Timor-Leste has one of the world’s highest rates of rheumatic heart disease. However, the good news is that it’s not only treatable but preventable. Many people also suffer from congenital heart conditions.

We’re helping to tackle the root causes of poor heart health in Timor-Leste, by working to identify those at risk of rheumatic heart disease and providing them with early treatment.

As part of our early intervention preventative penicillin program, we support Maluk Timor who deliver regular antibiotic shots to young people with early symptoms, to stop their rheumatic heart disease from worsening

Our volunteer cardiologists support cardiologists at the National Hospital Cardiac Clinic to conduct heart screening and consultations with patients. We visit the clinic at least three times a year and see patients with a wide range of heart conditions. Cardiologists from the National Hospital can also consult with our volunteer cardiologists in Australia via telehealth to discuss patient cases and gain a second opinion.

Meet Dionezio

Dionezio dos Santos is 14, but unlike most teenage boys, he needs regular health care to keep his heart beating strong.

Without the crucial support of our rheumatic heart disease prevention program, Dionezio’s symptoms would worsen, his quality of life would deteriorate and eventually he would need life-saving surgery. To keep Dionezio healthy and smiling, he receives monthly penicillin injections. His family, the community and local health professionals receive education about the symptoms and causes of rheumatic heart disease.

“Before receiving penicillin Dionezio was breathless, had swollen legs and couldn’t go to school,” his mum Joaquinha Soares says. “Now he can play soccer and run and go to school.”

Dionezio has become a big advocate for healthy hearts. “I even organise all the other children to come and get their penicillin and tell them that they will feel healthy afterwards,” he says.

The rheumatic heart disease prevention and community awareness project runs in two districts in Timor-Leste and is conducted in close co-operation with the Ministry of Health and our local partner Maluk Timor.  We hope this project can provide a good model for the Ministry of Health to expand its work nation-wide in the coming years.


* Your objective
Look through the data that follows and copy each line with the string "expenditures".

Figure content listings

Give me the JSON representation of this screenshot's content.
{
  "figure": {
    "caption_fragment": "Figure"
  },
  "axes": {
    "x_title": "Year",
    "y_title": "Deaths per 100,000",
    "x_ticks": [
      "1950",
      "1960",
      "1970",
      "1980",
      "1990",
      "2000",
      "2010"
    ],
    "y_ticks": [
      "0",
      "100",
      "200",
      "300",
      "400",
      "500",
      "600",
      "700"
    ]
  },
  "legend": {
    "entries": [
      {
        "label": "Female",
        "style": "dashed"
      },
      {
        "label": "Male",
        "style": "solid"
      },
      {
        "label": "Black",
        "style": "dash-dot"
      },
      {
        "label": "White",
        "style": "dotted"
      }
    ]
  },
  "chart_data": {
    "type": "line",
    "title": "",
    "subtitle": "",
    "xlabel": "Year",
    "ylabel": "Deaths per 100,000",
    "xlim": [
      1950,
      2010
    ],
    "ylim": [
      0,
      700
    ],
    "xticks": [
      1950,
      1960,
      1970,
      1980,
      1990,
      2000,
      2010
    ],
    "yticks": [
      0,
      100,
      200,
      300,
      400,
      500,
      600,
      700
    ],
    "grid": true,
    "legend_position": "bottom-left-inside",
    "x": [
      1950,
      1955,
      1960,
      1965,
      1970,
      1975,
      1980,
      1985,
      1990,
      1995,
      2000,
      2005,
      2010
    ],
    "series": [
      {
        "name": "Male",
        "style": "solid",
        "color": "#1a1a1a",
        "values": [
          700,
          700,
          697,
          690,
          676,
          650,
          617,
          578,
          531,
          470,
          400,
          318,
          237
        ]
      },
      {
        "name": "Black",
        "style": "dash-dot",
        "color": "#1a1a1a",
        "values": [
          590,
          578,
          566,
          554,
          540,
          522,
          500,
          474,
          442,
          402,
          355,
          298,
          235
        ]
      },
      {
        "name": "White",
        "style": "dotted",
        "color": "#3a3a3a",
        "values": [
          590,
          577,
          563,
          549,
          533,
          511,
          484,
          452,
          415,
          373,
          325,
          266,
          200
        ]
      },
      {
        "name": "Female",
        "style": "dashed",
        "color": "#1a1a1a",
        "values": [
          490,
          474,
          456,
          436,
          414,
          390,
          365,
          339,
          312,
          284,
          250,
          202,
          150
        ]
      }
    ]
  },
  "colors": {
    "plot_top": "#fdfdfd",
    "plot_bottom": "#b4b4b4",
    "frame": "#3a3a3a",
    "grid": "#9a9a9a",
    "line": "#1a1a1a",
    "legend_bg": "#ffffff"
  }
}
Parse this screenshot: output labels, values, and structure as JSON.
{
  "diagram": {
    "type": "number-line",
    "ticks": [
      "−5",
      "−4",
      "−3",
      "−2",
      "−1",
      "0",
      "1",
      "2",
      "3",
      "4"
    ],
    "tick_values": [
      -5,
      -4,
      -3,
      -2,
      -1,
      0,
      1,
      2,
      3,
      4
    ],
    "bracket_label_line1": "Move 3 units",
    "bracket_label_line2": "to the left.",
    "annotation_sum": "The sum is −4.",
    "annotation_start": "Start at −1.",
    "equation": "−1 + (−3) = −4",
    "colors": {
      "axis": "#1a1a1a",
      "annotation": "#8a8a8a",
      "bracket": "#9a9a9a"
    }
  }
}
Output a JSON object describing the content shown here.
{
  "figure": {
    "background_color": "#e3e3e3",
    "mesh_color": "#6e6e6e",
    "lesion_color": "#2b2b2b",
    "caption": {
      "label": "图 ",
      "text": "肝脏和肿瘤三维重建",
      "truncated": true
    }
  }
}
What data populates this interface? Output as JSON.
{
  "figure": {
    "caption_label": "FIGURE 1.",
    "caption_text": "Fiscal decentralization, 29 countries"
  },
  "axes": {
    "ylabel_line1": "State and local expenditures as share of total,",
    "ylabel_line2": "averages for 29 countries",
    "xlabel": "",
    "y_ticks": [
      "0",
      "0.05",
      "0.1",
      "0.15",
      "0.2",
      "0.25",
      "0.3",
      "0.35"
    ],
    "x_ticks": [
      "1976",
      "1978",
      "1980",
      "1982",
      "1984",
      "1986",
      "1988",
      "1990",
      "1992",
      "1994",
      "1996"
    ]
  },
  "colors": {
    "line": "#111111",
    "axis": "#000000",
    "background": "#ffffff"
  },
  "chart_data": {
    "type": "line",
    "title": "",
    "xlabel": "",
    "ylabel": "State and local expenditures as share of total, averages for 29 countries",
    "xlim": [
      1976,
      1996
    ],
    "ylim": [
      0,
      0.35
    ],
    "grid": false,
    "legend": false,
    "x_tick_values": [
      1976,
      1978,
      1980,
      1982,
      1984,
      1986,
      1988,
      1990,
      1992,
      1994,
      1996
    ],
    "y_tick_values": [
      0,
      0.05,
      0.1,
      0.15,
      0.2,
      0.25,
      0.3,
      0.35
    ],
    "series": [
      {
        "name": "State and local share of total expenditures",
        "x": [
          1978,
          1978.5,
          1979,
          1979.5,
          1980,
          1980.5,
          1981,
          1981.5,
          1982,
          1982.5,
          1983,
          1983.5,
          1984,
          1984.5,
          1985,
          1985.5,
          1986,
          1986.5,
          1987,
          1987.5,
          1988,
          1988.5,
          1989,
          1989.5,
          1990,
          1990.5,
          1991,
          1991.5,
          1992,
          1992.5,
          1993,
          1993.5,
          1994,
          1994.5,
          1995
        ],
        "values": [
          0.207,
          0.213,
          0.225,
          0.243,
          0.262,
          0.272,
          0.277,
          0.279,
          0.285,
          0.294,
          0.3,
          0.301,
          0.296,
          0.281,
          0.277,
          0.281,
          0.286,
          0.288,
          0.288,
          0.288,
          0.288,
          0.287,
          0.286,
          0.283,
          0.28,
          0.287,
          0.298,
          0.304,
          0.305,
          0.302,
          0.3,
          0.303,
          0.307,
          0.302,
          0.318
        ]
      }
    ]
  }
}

* Response to this task
    "ylabel_line1": "State and local expenditures as share of total,",
    "ylabel": "State and local expenditures as share of total, averages for 29 countries",
        "name": "State and local share of total expenditures",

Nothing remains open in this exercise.